By the CNN Wire Staff
STORY HIGHLIGHTS
  • An official says a judge lifted his order but will allow a lawsuit against a newspaper to continue
  • A published front-page photo of bodies at a morgue prompted the judge's original ruling
  • "Violent, bloody or grotesque" photos can cause harm to children, the court decreed
  • Newspaper editor says the government is not doing enough to stop crime

(CNN) -- A judge has lifted an order banning Venezuelan media from printing violent photographs, an official said on state-owned VTV.

Judge William Paez Jimenez made his decision Thursday, two days after ruling that "violent, bloody or grotesque" photographs could not be published for 30 days because the pictures could cause psychological and moral harm to children.

Paez's initial order came amid growing government sensitivity to news reports of rampant crime in the country. It focused on a photograph recently printed by two newspapers -- showing about a dozen bodies, mostly naked, sprawled on tables at a morgue in Caracas.

Larry Devoe, general director of judicial services for the people's defense, said on VTV Thursday that Paez had lifted his original order, but would allow a lawsuit against the Tal Cual newspaper to continue.

Paez's initial order drew sharp criticism from international press freedom advocates.

Earlier Thursday, representatives from the United Nations and the Organization of American States said that the judge's decision compromised the right to free expression.

"It constitutes an act of prior censorship which, moreover, imposes limits that are so vague and imprecise that they block the written press from being able to publish any information that could upset or annoy the government authorities," the organizations' rapporteurs on freedom of expression said in a joint statement.
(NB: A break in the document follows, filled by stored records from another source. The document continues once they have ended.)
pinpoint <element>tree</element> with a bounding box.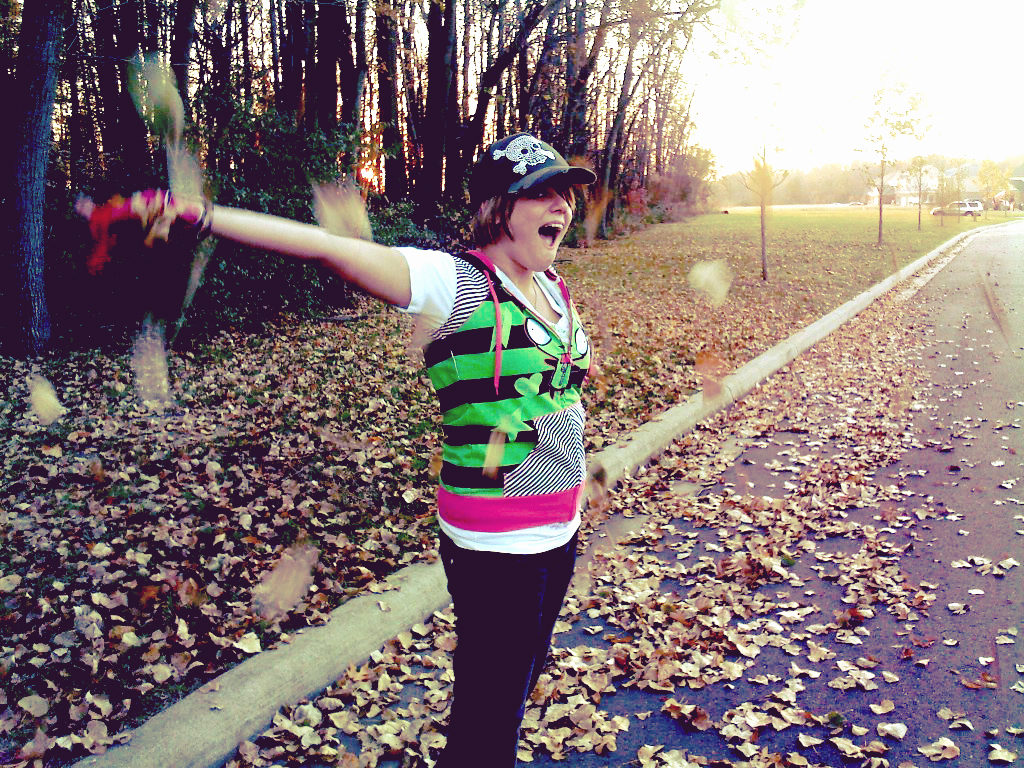
detection(842, 80, 912, 235).
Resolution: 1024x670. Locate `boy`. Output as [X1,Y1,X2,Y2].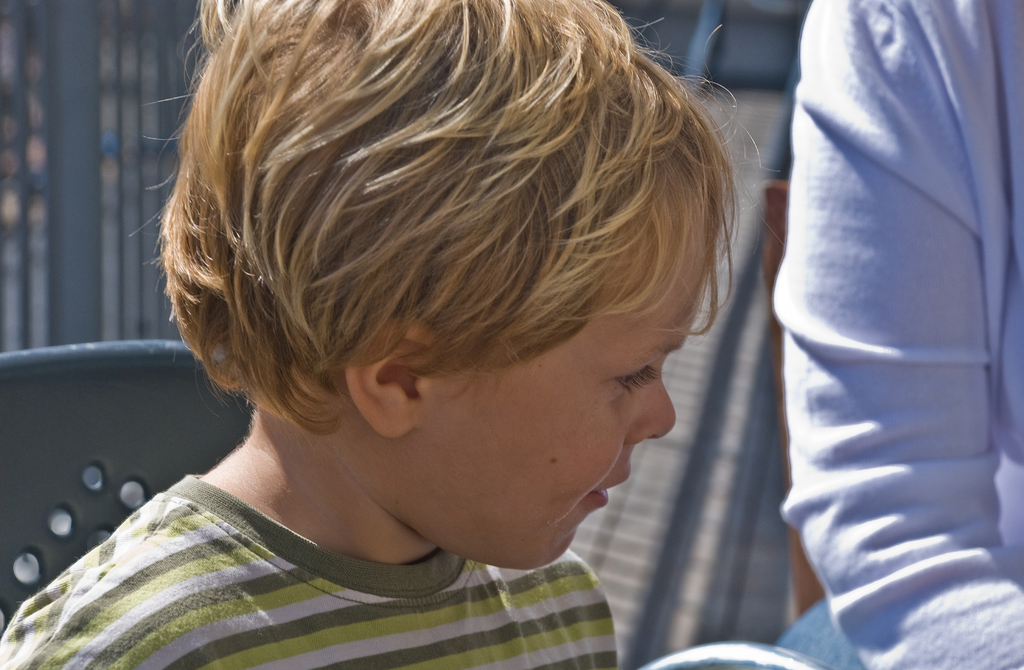
[80,0,783,666].
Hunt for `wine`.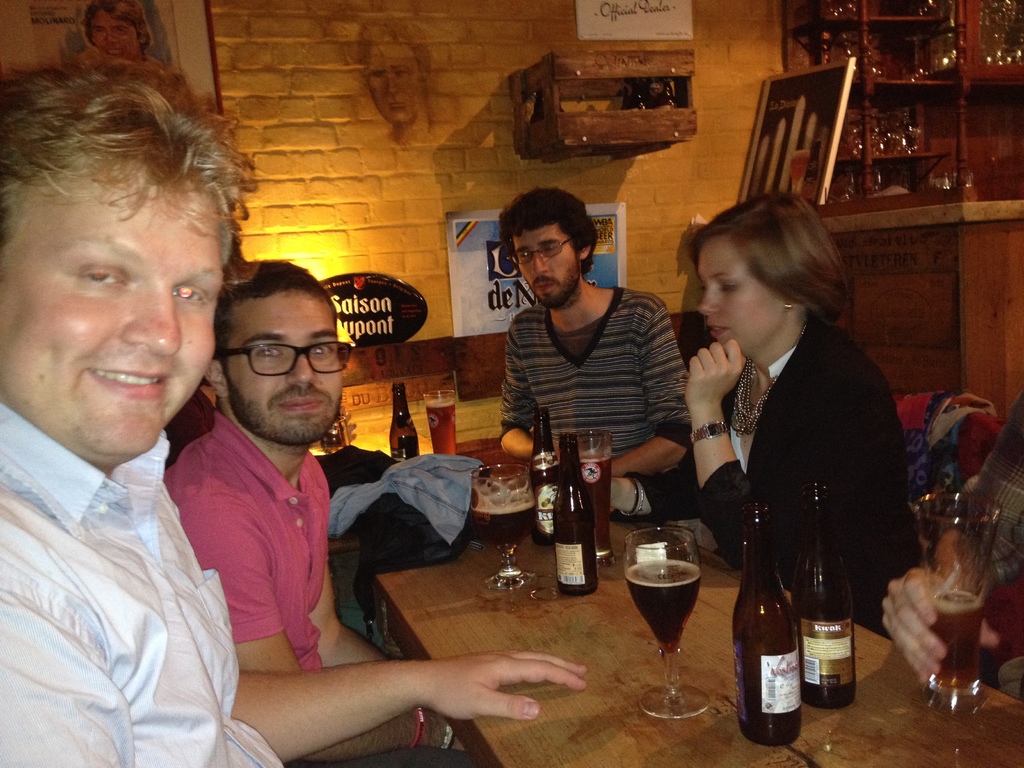
Hunted down at rect(473, 480, 540, 554).
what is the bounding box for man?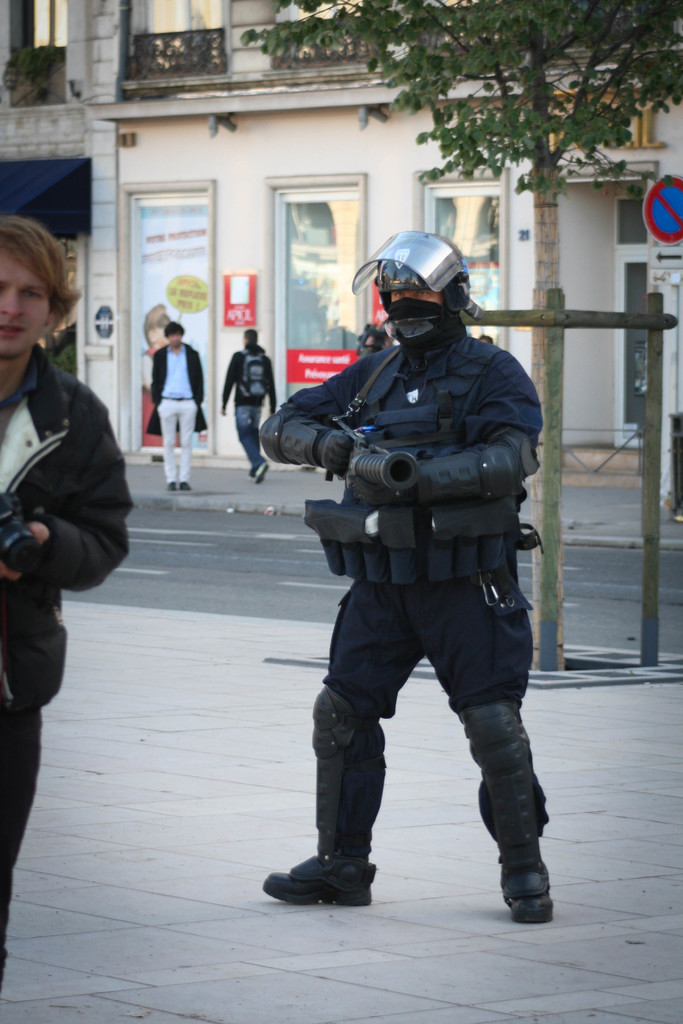
x1=261 y1=231 x2=570 y2=928.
The Tuesday ruling occurred in response to a complaint by three citizens about the color photograph, which first ran August 13 on El Nacional's front page alongside a story about violence. Tal Cual published the photo Monday.

"[The court] imposes this protective action in favor of the collective children and adolescents who live in the Bolivarian Republic of Venezuela, for the violation and the threat to their health rights, to their physical, psychological and moral integrity, as well as receiving information adequate to their integral development," his original 10-page ruling said.
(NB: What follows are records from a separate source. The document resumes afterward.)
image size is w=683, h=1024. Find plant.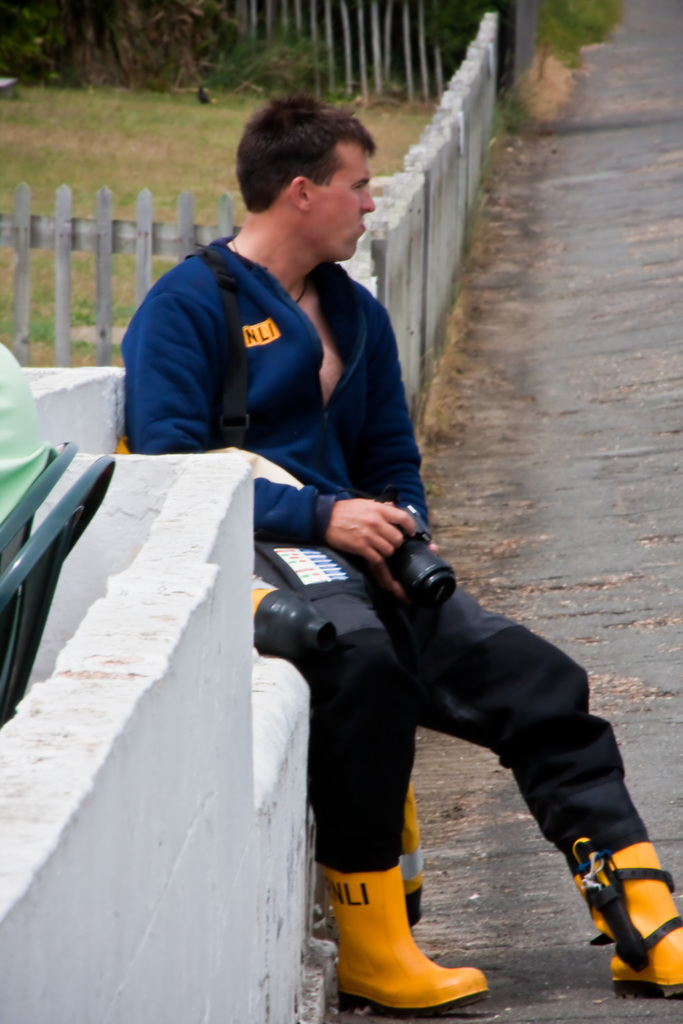
box(204, 1, 361, 102).
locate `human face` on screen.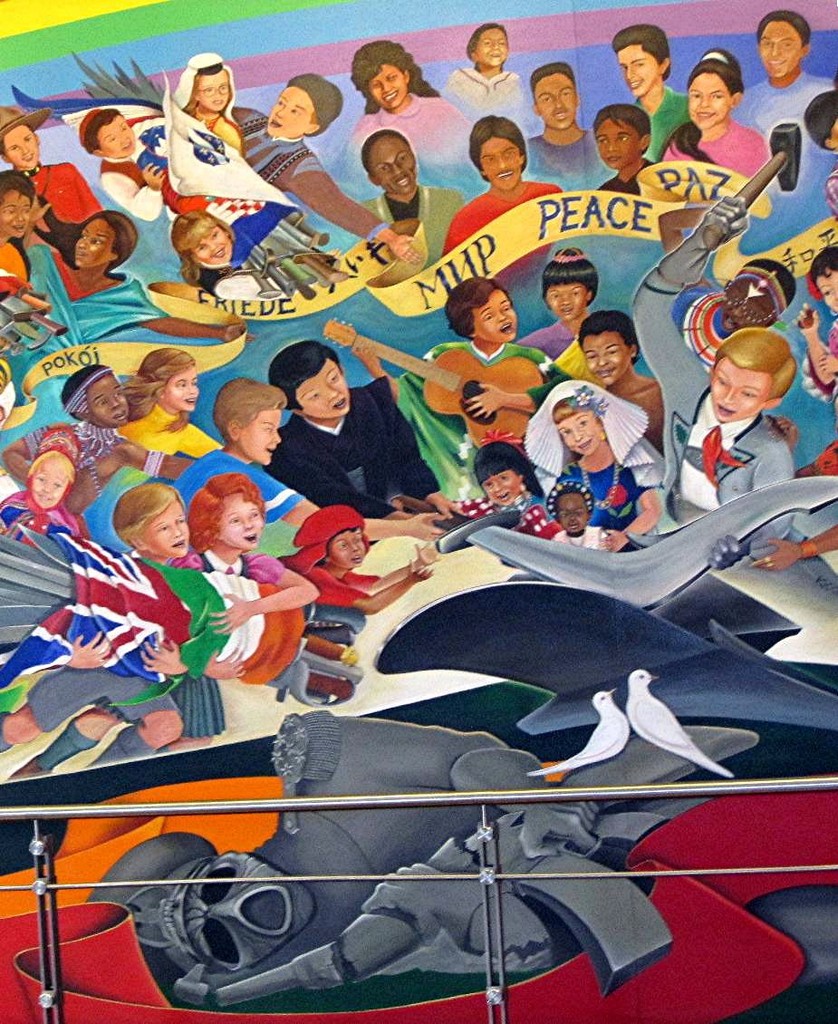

Miguel Otero, editor and owner of El Nacional, said Tuesday that the government's response had been "disproportionate."

"The editorial reasoning behind the photo was to create a shock so that people could in some way react to a situation that the government has done absolutely nothing about," he told CNN en Espanol.

The government has said the morgue is in much better condition than shown in the photo, which officials contend was taken years ago.
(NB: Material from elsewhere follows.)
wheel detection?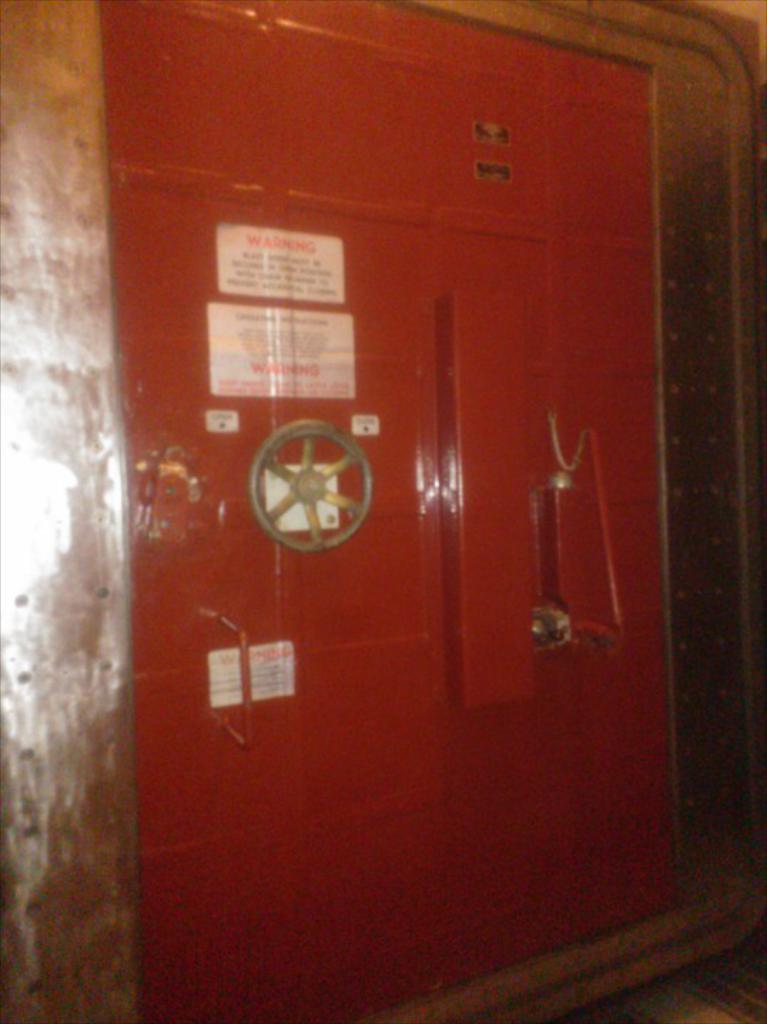
(x1=241, y1=419, x2=368, y2=541)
Otero said the newspaper made it clear the photo was taken in December 2009.

The government, which controls several news outlets in Venezuela, has drawn criticism from U.S. officials and from global groups that advocate for a free press, who have accused Venezuelan President Hugo Chavez of seeking to limit free speech.

Chavez, who says violent crime in Venezuela is falling, has accused the opposition of trying to exaggerate the issue. Security concerns are of particular interest now, a little more than a month before Sept. 26 parliamentary elections.

In a comment to the state-run VTV station, Chavez called the reports "desperate" acts by "right-wing sectors."

Cabinet member Gabriela Ramirez, whose title is defender of the public, said El Nacional ran the morgue photo to boost its circulation, which she claimed was flagging.

The bodies at the morgue, she said, belonged to accident victims or people who had killed themselves.

CNN's Gustavo Valdes contributed to this report.